Default data compiled by the New York Fed suggests that distress is widespread among all types of borrowers, from drop-outs to those with advanced degrees. For example, about one in five borrowers who entered repayment in 2009 with at least $100,000 in student debt defaulted within five years. The regional Fed defined defaults as being at least nine months past due, similar to the government’s definition for federal student loans.

Widespread borrower distress is drawing comparisons to the housing crisis that began in 2007 before eventually rippling throughout the U.S. economy. Defaults ruin borrowers’ credit profiles, limiting their ability to buy homes and cars. And in many states where licenses are needed for certain jobs, state governments will revoke a borrower’s occupational license for defaulting on a federal student loan -- all of which bodes ill for the 5.1 million people currently in distress on loans directly from the Education Department.
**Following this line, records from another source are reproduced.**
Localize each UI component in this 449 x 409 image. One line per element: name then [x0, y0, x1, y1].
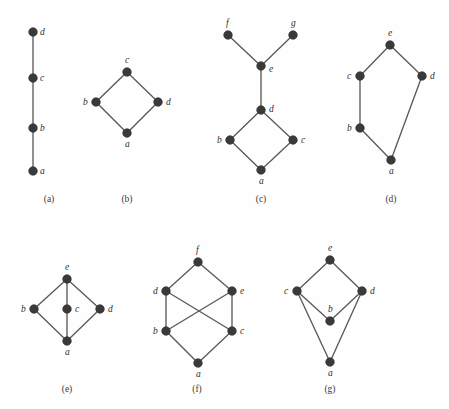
graph-node-c-a: [257, 166, 266, 175]
graph-node-a-d: [29, 28, 38, 37]
graph-edge-c-ab: [230, 140, 261, 170]
vertex-label-c-b: b: [217, 135, 222, 145]
vertex-label-d-b: b: [347, 123, 352, 133]
graph-node-a-c: [29, 74, 38, 83]
graph-node-c-c: [289, 136, 298, 145]
graph-edge-f-ac: [198, 331, 232, 363]
vertex-label-f-d: d: [153, 286, 158, 296]
graph-node-e-d: [96, 305, 105, 314]
graph-node-c-g: [289, 31, 298, 40]
edges-layer: [33, 32, 422, 363]
vertex-label-g-a: a: [328, 368, 333, 378]
graph-node-g-c: [293, 287, 302, 296]
graph-edge-c-bd: [230, 110, 261, 140]
vertex-label-a-a: a: [40, 166, 45, 176]
graph-node-f-d: [162, 287, 171, 296]
graph-edge-g-bd: [330, 291, 362, 321]
graph-node-c-d: [257, 106, 266, 115]
captions-layer: (a)(b)(c)(d)(e)(f)(g): [44, 194, 397, 395]
graph-edge-b-dc: [127, 72, 158, 102]
vertex-label-g-e: e: [328, 243, 332, 253]
graph-edge-f-ef: [198, 262, 232, 291]
graph-edge-d-ab: [360, 128, 391, 160]
graph-node-g-d: [358, 287, 367, 296]
vertex-label-b-a: a: [125, 139, 130, 149]
graph-node-d-a: [387, 156, 396, 165]
graph-node-d-d: [418, 72, 427, 81]
hasse-diagram-figure: dcbacbdafgedbcaecdbaebcdafdebcaecdba (a)…: [0, 0, 449, 409]
graph-node-f-c: [228, 327, 237, 336]
graph-node-b-b: [92, 98, 101, 107]
graph-edge-f-df: [166, 262, 198, 291]
vertex-label-c-e: e: [269, 64, 273, 74]
vertex-label-d-c: c: [347, 71, 352, 81]
panel-caption-a: (a): [44, 194, 55, 205]
vertex-label-b-b: b: [83, 97, 88, 107]
graph-edge-d-de: [390, 45, 422, 76]
vertex-label-a-c: c: [40, 73, 45, 83]
graph-node-b-a: [123, 129, 132, 138]
vertex-label-d-a: a: [389, 166, 394, 176]
graph-node-d-e: [386, 41, 395, 50]
vertex-label-g-b: b: [328, 304, 333, 314]
vertex-label-c-a: a: [259, 176, 264, 186]
vertex-label-f-f: f: [196, 245, 200, 255]
graph-edge-e-ab: [34, 309, 67, 341]
vertex-label-e-b: b: [21, 304, 26, 314]
panel-caption-e: (e): [62, 384, 73, 395]
vertex-label-e-a: a: [65, 347, 70, 357]
graph-node-f-f: [194, 258, 203, 267]
graph-edge-g-bc: [297, 291, 330, 321]
graph-edge-e-be: [34, 279, 67, 309]
vertex-label-b-c: c: [125, 55, 130, 65]
graph-edge-g-ce: [297, 260, 330, 291]
graph-edge-d-ce: [360, 45, 390, 76]
vertex-label-c-d: d: [269, 104, 274, 114]
vertex-label-a-d: d: [40, 27, 45, 37]
graph-node-g-e: [326, 256, 335, 265]
graph-edge-e-ad: [67, 309, 100, 341]
graph-node-f-e: [228, 287, 237, 296]
graph-node-e-e: [63, 275, 72, 284]
vertex-label-e-d: d: [108, 304, 113, 314]
graph-node-e-a: [63, 337, 72, 346]
graph-edge-b-bc: [96, 72, 127, 102]
panel-caption-b: (b): [121, 194, 132, 205]
graph-edge-g-ad: [330, 291, 362, 362]
graph-edge-d-ad: [391, 76, 422, 160]
graph-edge-g-ac: [297, 291, 330, 362]
graph-node-c-e: [257, 62, 266, 71]
graph-edge-b-ad: [127, 102, 158, 133]
graph-node-d-b: [356, 124, 365, 133]
graph-edge-g-de: [330, 260, 362, 291]
vertex-label-g-c: c: [284, 286, 289, 296]
nodes-layer: [29, 28, 427, 368]
panel-caption-d: (d): [385, 194, 396, 205]
vertex-label-f-b: b: [153, 326, 158, 336]
vertex-label-g-d: d: [370, 286, 375, 296]
vertex-label-d-e: e: [388, 28, 392, 38]
graph-node-a-b: [29, 124, 38, 133]
graph-node-e-c: [63, 305, 72, 314]
graph-node-a-a: [29, 167, 38, 176]
vertex-label-b-d: d: [166, 97, 171, 107]
graph-node-d-c: [356, 72, 365, 81]
graph-node-g-a: [326, 358, 335, 367]
graph-node-b-d: [154, 98, 163, 107]
vertex-label-e-e: e: [65, 262, 69, 272]
graph-edge-c-eg: [261, 35, 293, 66]
panel-caption-f: (f): [192, 384, 202, 395]
graph-node-g-b: [326, 317, 335, 326]
graph-node-e-b: [30, 305, 39, 314]
graph-edge-c-ac: [261, 140, 293, 170]
vertex-label-c-g: g: [291, 18, 296, 28]
graph-node-c-b: [226, 136, 235, 145]
graph-node-f-a: [194, 359, 203, 368]
graph-node-b-c: [123, 68, 132, 77]
panel-caption-g: (g): [324, 384, 335, 395]
vertex-label-e-c: c: [75, 304, 80, 314]
graph-edge-c-ef: [228, 35, 261, 66]
graph-edge-e-de: [67, 279, 100, 309]
graph-edge-f-ab: [166, 331, 198, 363]
vertex-label-f-a: a: [196, 369, 201, 379]
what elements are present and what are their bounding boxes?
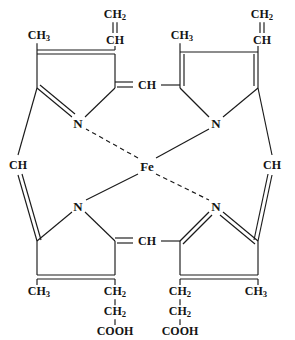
atom-label-n-bottom-right: N xyxy=(210,200,221,213)
atom-label-propionate-right-ch2-a: CH2 xyxy=(168,285,192,299)
atom-label-vinyl-left-ch: CH xyxy=(105,34,125,46)
bond-tl-n-to-right-vertex xyxy=(85,88,115,117)
heme-structure-diagram: Fe N N N N CH CH CH CH CH3 CH3 CH3 CH3 C… xyxy=(0,0,295,340)
atom-label-meso-right: CH xyxy=(262,159,282,171)
bond-fe-n-bottom-left-solid xyxy=(86,174,138,200)
atom-label-vinyl-right-ch: CH xyxy=(252,34,272,46)
bond-bl-n-to-right xyxy=(85,212,115,241)
atom-label-methyl-top-left: CH3 xyxy=(27,29,51,43)
bond-br-n-to-right-double xyxy=(220,212,258,244)
bond-vinyl-left-double xyxy=(113,22,117,33)
atom-label-methyl-bottom-left: CH3 xyxy=(27,285,51,299)
bond-tr-right-side-double xyxy=(254,52,258,88)
atom-label-meso-bottom: CH xyxy=(137,235,157,247)
bond-tl-to-n-double xyxy=(37,85,75,117)
atom-label-methyl-top-right: CH3 xyxy=(170,29,194,43)
atom-label-methyl-bottom-right: CH3 xyxy=(244,285,268,299)
bond-meso-top-left-double xyxy=(115,82,133,87)
atom-label-meso-left: CH xyxy=(8,159,28,171)
bond-meso-left-upper xyxy=(18,88,37,155)
bond-br-bottom-double xyxy=(180,275,258,279)
atom-label-propionate-right-cooh: COOH xyxy=(161,325,200,337)
bond-tr-left-side-double xyxy=(180,52,184,88)
bond-bl-bottom-double xyxy=(37,275,115,279)
atom-label-n-bottom-left: N xyxy=(72,200,83,213)
bond-vinyl-right-double xyxy=(260,22,264,33)
bond-tr-left-to-n xyxy=(180,88,209,117)
bond-meso-bottom-left-double xyxy=(115,238,133,243)
atom-label-meso-top: CH xyxy=(137,79,157,91)
bond-meso-right-upper xyxy=(258,88,272,155)
bond-meso-right-lower-double xyxy=(254,174,272,241)
bond-fe-n-top-left-dashed xyxy=(86,129,138,158)
bond-meso-left-lower-double xyxy=(18,174,41,241)
bond-tl-top-double xyxy=(37,50,115,54)
atom-label-propionate-left-cooh: COOH xyxy=(96,325,135,337)
bond-fe-n-bottom-right-dashed xyxy=(156,174,209,200)
atom-label-n-top-left: N xyxy=(72,117,83,130)
atom-label-propionate-left-ch2-b: CH2 xyxy=(103,305,127,319)
atom-label-propionate-right-ch2-b: CH2 xyxy=(168,305,192,319)
atom-label-n-top-right: N xyxy=(210,117,221,130)
bond-tr-n-to-right xyxy=(223,88,258,117)
atom-label-fe: Fe xyxy=(139,160,155,173)
bond-bl-left-to-n xyxy=(37,212,72,241)
bond-fe-n-top-right-solid xyxy=(156,129,209,158)
atom-label-vinyl-right-ch2: CH2 xyxy=(250,8,274,22)
bond-br-left-to-n-double xyxy=(180,212,212,244)
atom-label-propionate-left-ch2-a: CH2 xyxy=(103,285,127,299)
atom-label-vinyl-left-ch2: CH2 xyxy=(103,8,127,22)
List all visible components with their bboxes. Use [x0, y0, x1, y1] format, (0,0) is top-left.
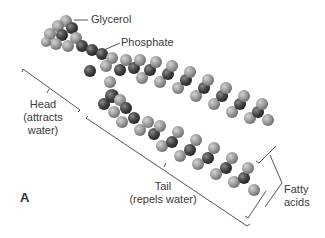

“The loan portfolio is increasingly taking on characteristics of subprime loans, which would -- along with the [Education] Department's servicing issues -- explain why its performance is deteriorating despite an improving economy,” said Barmak Nassirian, director of federal relations and policy analysis at the American Association of State Colleges and Universities.

Others drew similar comparisons.

“Regulators uncovered foul play in the mortgage servicing industry that led to too many unnecessary and avoidable foreclosures,” said Rohit Chopra, formerly the top student loan official at the CFPB. “There is a spooky similarity to the problems we are seeing with student loan servicers.”

“If the student loan industry is failing to keep serious delinquencies under control,” he added,“this can have consequences for the broader economy.”